Amazon to provide seller tax info to Massachusetts

Amazon has informed its third-party sellers whose products are stored in its facilities in Massachusetts that it will be providing information to the state tax authority in what is believed to be a first for the company.

The Seattle-based e-commerce giant told merchants who have items stored in its fulfillment centers in the state that it will be turning over the information starting Friday. The company lost a court battle with the state revenue collectors over access to the information last year.

“Amazon has received a valid and binding legal demand from the Massachusetts Department of Revenue (DOR) requiring that Amazon disclose the following information about sellers to the DOR: contact information (name, address, federal tax ID number, and phone number); estimated value of the seller’s inventory in our Massachusetts fulfillment centers, calculated based on the seller’s selling prices in late 2016 or 2017,” the company wrote in an email Monday to merchants in its Fulfillment by Amazon program. “To comply with our obligations under the law, we plan to provide your information to the DOR by January 26, 2018. Because each seller’s business and tax needs are unique, we encourage you to consult with a tax advisor to answer any questions you have.”

Amazon fulfillment center
A worker gathers products for a shipment at the Amazon.com fulfillment center in Kenosha, Wisconsin, U.S., on Tuesday, Aug. 1, 2017. Amazon.com Inc. held a giant job fair at nearly a dozen U.S. warehouses as part of its effort to hire 100,000 people in the U.S. by 2018. Photographer: Jim Young/Bloomberg

Amazon did not immediately respond to a request for comment about whether it plans to report the information to other states.

The company has been increasingly willing to collect sales taxes from customers in many states in recent years after historically resisting such efforts. But as Amazon has opened distribution centers around the country, it has increasingly fallen subject to the nexus rules under the Supreme Court’s landmark 1992 decision in the case of Quill Corp. v. North Dakota requiring merchants to collect sales taxes from customers if the seller has a physical presence in the state. Amazon is planning to open a second headquarters outside Washington State, and Boston is one of the cities under consideration. While it has been willing to collect taxes on sales made directly from the site, it has been reluctant to require third-party merchants who do business through its website to do the same.

“It seems to be that Amazon’s interaction with the state, and the concept of what a marketplace is, is evolving with time,” said Scott Peterson, vice president of U.S. tax policy at the tax technology company Avalara. “In the beginning, I think most states didn’t have a clue whether or not they thought the presence of Amazon in a state would have any effect on anybody that sold on Amazon. The refinement of that philosophy has taken the states years to develop and become comfortable with. I think Amazon has been doing the best it could in its discussions with Massachusetts about the list of sellers, but it took states a long time to figure out the relationship between Amazon and its third-party sellers, and the relationship between them and the state, to really understand what the state’s authority really is.”

A further complication could be a case that the U.S. Supreme Court recently agreed to take up this term involving another e-commerce giant, Wayfair, and the state of South Dakota that could upend the precedent set in the Quill decision (see Supreme Court to decide South Dakota challenge to Quill).

“The issue with the South Dakota case is if they do decide that they want to modify the Quill decision, it seems to me unusual that they would simply say ,’Oh, what was good in 1992 isn’t good anymore, and states can make people do whatever you want.’ That strikes me as maybe a bridge too far,” said Peterson. “It’s not like them to create chaos. It’s not like them to say, ‘We were wrong. It’s entirely different now.’ That’s the challenge people are trying to understand. If they did take this for a reason, and they do intend to make a change, how far will that change go? If their decision is that states have got to have a reasonable law, and maybe in addition to physical presence, which has been long established as a precedent, maybe there should be an economic presence test as well, then South Dakota’s law seems like a reasonable conclusion. Indiana, Wyoming, Tennessee and Alabama all have either a law or regulation that’s similar to South Dakota’s. Does that mean if the court agrees with South Dakota, that those states’ laws automatically become good? If the court does agree with South Dakota, does all some other state have to do is create something like South Dakota’s to get taxing authority? A lot of questions.”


— EXERCISE —
The entries below are to be copied exactly, with every picture left out.

— SOURCE DATA —

BEGIN

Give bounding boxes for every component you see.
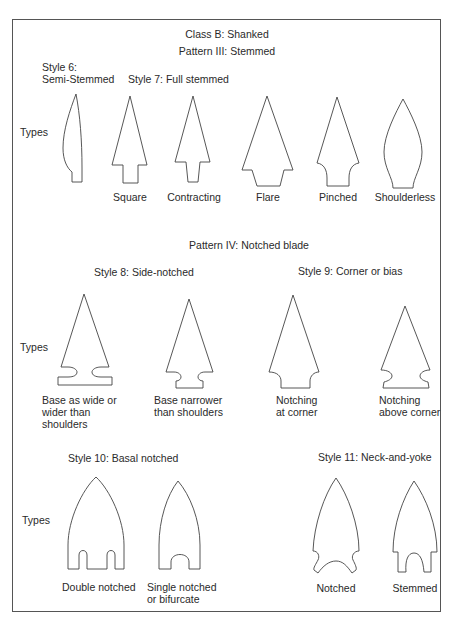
notched-above-corner-point-icon — [381, 306, 430, 388]
side-notched-wide-base-point-icon — [58, 294, 112, 385]
semi-stemmed-point-icon — [63, 94, 82, 182]
neck-yoke-stemmed-point-icon — [393, 481, 437, 572]
projectile-point-outlines — [0, 0, 454, 625]
contracting-stem-point-icon — [175, 96, 210, 182]
neck-yoke-notched-point-icon — [313, 478, 359, 573]
flare-stem-point-icon — [242, 96, 293, 186]
square-stem-point-icon — [112, 96, 147, 183]
double-basal-notched-point-icon — [68, 477, 124, 569]
single-basal-notched-point-icon — [159, 481, 200, 569]
side-notched-narrow-base-point-icon — [166, 299, 213, 388]
shoulderless-point-icon — [384, 99, 422, 188]
pinched-point-icon — [317, 97, 359, 186]
corner-notched-point-icon — [269, 295, 319, 388]
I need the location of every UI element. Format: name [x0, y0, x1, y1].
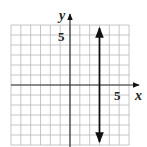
coordinate-plane: y x 5 5 — [0, 0, 147, 147]
x-axis-label: x — [134, 88, 142, 103]
axes — [11, 14, 139, 147]
x-tick-label-5: 5 — [114, 88, 121, 103]
y-tick-label-5: 5 — [58, 29, 65, 44]
y-axis-label: y — [57, 8, 66, 23]
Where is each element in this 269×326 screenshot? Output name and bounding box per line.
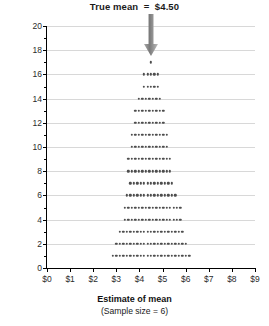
y-tick-minor (44, 62, 47, 63)
x-axis-line (46, 268, 255, 269)
data-point (115, 255, 117, 257)
data-point (143, 230, 145, 232)
y-tick-label: 16 (33, 69, 42, 79)
data-point (139, 182, 141, 184)
y-tick (43, 99, 47, 100)
data-point (138, 109, 140, 111)
x-tick (116, 268, 117, 272)
data-point (152, 134, 154, 136)
data-point (126, 230, 128, 232)
data-point (145, 134, 147, 136)
data-point (162, 134, 164, 136)
data-point (138, 158, 140, 160)
data-point (157, 230, 159, 232)
data-point (158, 134, 160, 136)
data-point (172, 206, 174, 208)
y-tick (43, 220, 47, 221)
data-point (150, 230, 152, 232)
x-tick (255, 268, 256, 272)
data-point (152, 158, 154, 160)
x-tick-label: $0 (42, 274, 51, 284)
data-point (138, 206, 140, 208)
data-point (143, 255, 145, 257)
y-tick (43, 50, 47, 51)
x-tick-label: $5 (158, 274, 167, 284)
y-tick-minor (44, 87, 47, 88)
data-point (129, 230, 131, 232)
data-point (171, 230, 173, 232)
y-tick (43, 147, 47, 148)
data-point (174, 255, 176, 257)
data-point (132, 255, 134, 257)
data-point (148, 158, 150, 160)
x-tick (186, 268, 187, 272)
data-point (167, 182, 169, 184)
data-point (134, 134, 136, 136)
data-point (148, 134, 150, 136)
data-point (181, 255, 183, 257)
y-tick (43, 26, 47, 27)
data-point (148, 206, 150, 208)
x-tick-label: $7 (204, 274, 213, 284)
x-tick (70, 268, 71, 272)
data-point (143, 182, 145, 184)
data-point (153, 255, 155, 257)
data-point (160, 255, 162, 257)
data-point (167, 255, 169, 257)
data-point (131, 206, 133, 208)
data-point (155, 134, 157, 136)
y-tick-minor (44, 38, 47, 39)
data-point (150, 85, 152, 87)
data-point (171, 255, 173, 257)
data-point (150, 255, 152, 257)
data-point (146, 255, 148, 257)
x-tick-label: $8 (227, 274, 236, 284)
data-point (129, 182, 131, 184)
data-point (146, 230, 148, 232)
y-tick-minor (44, 256, 47, 257)
data-point (152, 109, 154, 111)
data-point (141, 206, 143, 208)
data-point (153, 85, 155, 87)
data-point (158, 206, 160, 208)
data-point (157, 255, 159, 257)
data-point (122, 255, 124, 257)
data-point (119, 230, 121, 232)
data-point (124, 206, 126, 208)
data-point (179, 206, 181, 208)
data-point (169, 206, 171, 208)
data-point (150, 182, 152, 184)
data-point (136, 255, 138, 257)
x-tick-label: $1 (65, 274, 74, 284)
data-point (122, 230, 124, 232)
data-point (134, 109, 136, 111)
data-point (129, 255, 131, 257)
data-point (145, 109, 147, 111)
y-tick-label: 14 (33, 94, 42, 104)
x-tick-label: $2 (88, 274, 97, 284)
data-point (155, 158, 157, 160)
data-point (145, 158, 147, 160)
data-point (162, 109, 164, 111)
data-point (157, 182, 159, 184)
y-tick-label: 0 (37, 263, 42, 273)
data-point (127, 206, 129, 208)
data-point (152, 206, 154, 208)
data-point (164, 182, 166, 184)
y-tick-minor (44, 232, 47, 233)
data-point (127, 158, 129, 160)
data-point (126, 255, 128, 257)
x-tick (93, 268, 94, 272)
data-point (178, 255, 180, 257)
gridline-y (47, 26, 255, 27)
x-tick (209, 268, 210, 272)
x-tick (47, 268, 48, 272)
data-point (134, 158, 136, 160)
data-point (132, 182, 134, 184)
data-point (184, 255, 186, 257)
y-tick-minor (44, 111, 47, 112)
data-point (131, 134, 133, 136)
data-point (119, 255, 121, 257)
data-point (160, 182, 162, 184)
x-axis-label: Estimate of mean (0, 294, 269, 304)
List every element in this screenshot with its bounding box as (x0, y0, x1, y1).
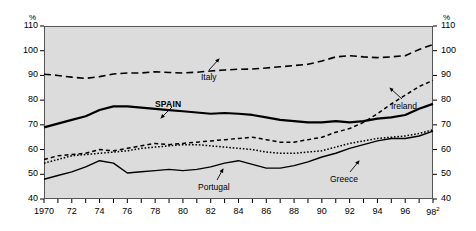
y-axis-label-left: 90 (8, 69, 38, 79)
series-label-greece: Greece (330, 174, 358, 184)
series-label-portugal: Portugal (198, 182, 230, 192)
series-label-italy: Italy (201, 72, 217, 82)
y-axis-label-right: 40 (441, 193, 451, 203)
y-axis-label-right: 80 (441, 94, 451, 104)
y-axis-label-right: 110 (441, 20, 455, 30)
y-axis-label-right: 90 (441, 69, 451, 79)
right-axis-ticks (433, 26, 437, 199)
y-axis-label-left: 110 (8, 20, 38, 30)
series-line-greece (44, 130, 433, 163)
y-axis-label-right: 50 (441, 168, 451, 178)
y-axis-label-right: 60 (441, 144, 451, 154)
y-axis-label-right: 100 (441, 45, 456, 55)
y-axis-label-left: 60 (8, 144, 38, 154)
x-axis-ticks (44, 199, 433, 203)
left-axis-ticks (40, 26, 44, 199)
y-axis-label-left: 50 (8, 168, 38, 178)
series-line-italy (44, 45, 433, 79)
arrow-greece (350, 161, 359, 172)
y-axis-label-right: 70 (441, 119, 451, 129)
arrow-ireland (390, 88, 402, 99)
y-axis-label-left: 100 (8, 45, 38, 55)
series-label-spain: SPAIN (155, 99, 181, 109)
series-label-ireland: Ireland (391, 101, 417, 111)
data-series-group (44, 45, 433, 180)
arrow-portugal (217, 169, 223, 180)
chart-svg (0, 0, 476, 231)
y-axis-label-left: 40 (8, 193, 38, 203)
y-axis-label-left: 80 (8, 94, 38, 104)
arrow-italy (209, 59, 219, 70)
y-axis-label-left: 70 (8, 119, 38, 129)
x-axis-label: 982 (413, 206, 453, 217)
chart-container: % % 405060708090100110 40506070809010011… (0, 0, 476, 231)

END

— WRITTEN SOLUTION —
Give bounding boxes for every component you see.
notched-above-corner-point-icon — [381, 306, 430, 388]
side-notched-wide-base-point-icon — [58, 294, 112, 385]
semi-stemmed-point-icon — [63, 94, 82, 182]
neck-yoke-stemmed-point-icon — [393, 481, 437, 572]
projectile-point-outlines — [0, 0, 454, 625]
contracting-stem-point-icon — [175, 96, 210, 182]
neck-yoke-notched-point-icon — [313, 478, 359, 573]
flare-stem-point-icon — [242, 96, 293, 186]
square-stem-point-icon — [112, 96, 147, 183]
double-basal-notched-point-icon — [68, 477, 124, 569]
single-basal-notched-point-icon — [159, 481, 200, 569]
side-notched-narrow-base-point-icon — [166, 299, 213, 388]
shoulderless-point-icon — [384, 99, 422, 188]
pinched-point-icon — [317, 97, 359, 186]
corner-notched-point-icon — [269, 295, 319, 388]
I need the location of every UI element. Format: name [x0, y0, x1, y1].
coordinate-plane: y x 5 5 — [0, 0, 147, 147]
x-axis-label: x — [134, 88, 142, 103]
axes — [11, 14, 139, 147]
x-tick-label-5: 5 — [114, 88, 121, 103]
y-tick-label-5: 5 — [58, 29, 65, 44]
y-axis-label: y — [57, 8, 66, 23]
Where is each element in this 269×326 screenshot? Output name and bounding box per line.
y-tick-minor (44, 62, 47, 63)
x-axis-line (46, 268, 255, 269)
data-point (115, 255, 117, 257)
data-point (143, 230, 145, 232)
y-tick-label: 16 (33, 69, 42, 79)
data-point (139, 182, 141, 184)
y-tick (43, 99, 47, 100)
data-point (138, 109, 140, 111)
x-tick (116, 268, 117, 272)
data-point (152, 134, 154, 136)
data-point (126, 230, 128, 232)
data-point (145, 134, 147, 136)
data-point (162, 134, 164, 136)
data-point (138, 158, 140, 160)
data-point (157, 230, 159, 232)
data-point (158, 134, 160, 136)
data-point (172, 206, 174, 208)
y-tick (43, 220, 47, 221)
data-point (150, 230, 152, 232)
x-tick (255, 268, 256, 272)
data-point (152, 158, 154, 160)
x-tick-label: $0 (42, 274, 51, 284)
data-point (138, 206, 140, 208)
data-point (143, 255, 145, 257)
y-tick (43, 50, 47, 51)
x-tick-label: $5 (158, 274, 167, 284)
y-tick-minor (44, 87, 47, 88)
data-point (129, 230, 131, 232)
data-point (171, 230, 173, 232)
y-tick (43, 147, 47, 148)
data-point (174, 255, 176, 257)
data-point (132, 255, 134, 257)
data-point (148, 158, 150, 160)
x-tick (186, 268, 187, 272)
data-point (167, 182, 169, 184)
data-point (134, 134, 136, 136)
data-point (148, 134, 150, 136)
data-point (181, 255, 183, 257)
y-tick (43, 26, 47, 27)
data-point (148, 206, 150, 208)
x-tick-label: $7 (204, 274, 213, 284)
x-tick (70, 268, 71, 272)
data-point (143, 182, 145, 184)
data-point (153, 255, 155, 257)
data-point (160, 255, 162, 257)
data-point (167, 255, 169, 257)
data-point (131, 206, 133, 208)
data-point (155, 134, 157, 136)
y-tick-minor (44, 38, 47, 39)
data-point (150, 85, 152, 87)
data-point (171, 255, 173, 257)
data-point (150, 255, 152, 257)
data-point (146, 255, 148, 257)
x-tick-label: $8 (227, 274, 236, 284)
data-point (129, 182, 131, 184)
data-point (146, 230, 148, 232)
y-tick-minor (44, 256, 47, 257)
data-point (152, 109, 154, 111)
data-point (141, 206, 143, 208)
data-point (153, 85, 155, 87)
data-point (158, 206, 160, 208)
data-point (157, 255, 159, 257)
data-point (122, 255, 124, 257)
data-point (119, 230, 121, 232)
data-point (124, 206, 126, 208)
data-point (179, 206, 181, 208)
data-point (169, 206, 171, 208)
data-point (150, 182, 152, 184)
data-point (136, 255, 138, 257)
x-tick-label: $1 (65, 274, 74, 284)
data-point (122, 230, 124, 232)
data-point (134, 109, 136, 111)
data-point (129, 255, 131, 257)
data-point (145, 109, 147, 111)
y-tick-label: 14 (33, 94, 42, 104)
x-tick-label: $2 (88, 274, 97, 284)
data-point (155, 158, 157, 160)
data-point (145, 158, 147, 160)
data-point (162, 109, 164, 111)
data-point (157, 182, 159, 184)
y-tick-label: 0 (37, 263, 42, 273)
data-point (127, 206, 129, 208)
data-point (152, 206, 154, 208)
data-point (164, 182, 166, 184)
y-tick-minor (44, 232, 47, 233)
data-point (127, 158, 129, 160)
data-point (126, 255, 128, 257)
x-tick (93, 268, 94, 272)
data-point (178, 255, 180, 257)
gridline-y (47, 26, 255, 27)
x-tick (209, 268, 210, 272)
x-tick (47, 268, 48, 272)
data-point (134, 158, 136, 160)
data-point (132, 182, 134, 184)
data-point (184, 255, 186, 257)
y-tick-minor (44, 111, 47, 112)
data-point (131, 134, 133, 136)
data-point (119, 255, 121, 257)
data-point (160, 182, 162, 184)
x-axis-label: Estimate of mean (0, 294, 269, 304)
List every element in this screenshot with its bounding box as (x0, y0, x1, y1).
y-axis-label-left: 90 (8, 69, 38, 79)
series-label-greece: Greece (330, 174, 358, 184)
series-label-portugal: Portugal (198, 182, 230, 192)
series-label-italy: Italy (201, 72, 217, 82)
y-axis-label-right: 40 (441, 193, 451, 203)
y-axis-label-right: 80 (441, 94, 451, 104)
y-axis-label-right: 110 (441, 20, 455, 30)
y-axis-label-right: 90 (441, 69, 451, 79)
right-axis-ticks (433, 26, 437, 199)
y-axis-label-left: 110 (8, 20, 38, 30)
series-line-greece (44, 130, 433, 163)
y-axis-label-right: 50 (441, 168, 451, 178)
y-axis-label-right: 60 (441, 144, 451, 154)
y-axis-label-right: 100 (441, 45, 456, 55)
y-axis-label-left: 60 (8, 144, 38, 154)
x-axis-ticks (44, 199, 433, 203)
left-axis-ticks (40, 26, 44, 199)
y-axis-label-left: 50 (8, 168, 38, 178)
series-line-italy (44, 45, 433, 79)
arrow-greece (350, 161, 359, 172)
y-axis-label-right: 70 (441, 119, 451, 129)
arrow-ireland (390, 88, 402, 99)
y-axis-label-left: 100 (8, 45, 38, 55)
series-label-spain: SPAIN (155, 99, 181, 109)
series-label-ireland: Ireland (391, 101, 417, 111)
data-series-group (44, 45, 433, 180)
arrow-portugal (217, 169, 223, 180)
chart-svg (0, 0, 476, 231)
y-axis-label-left: 40 (8, 193, 38, 203)
y-axis-label-left: 80 (8, 94, 38, 104)
arrow-italy (209, 59, 219, 70)
y-axis-label-left: 70 (8, 119, 38, 129)
x-axis-label: 982 (413, 206, 453, 217)
chart-container: % % 405060708090100110 40506070809010011… (0, 0, 476, 231)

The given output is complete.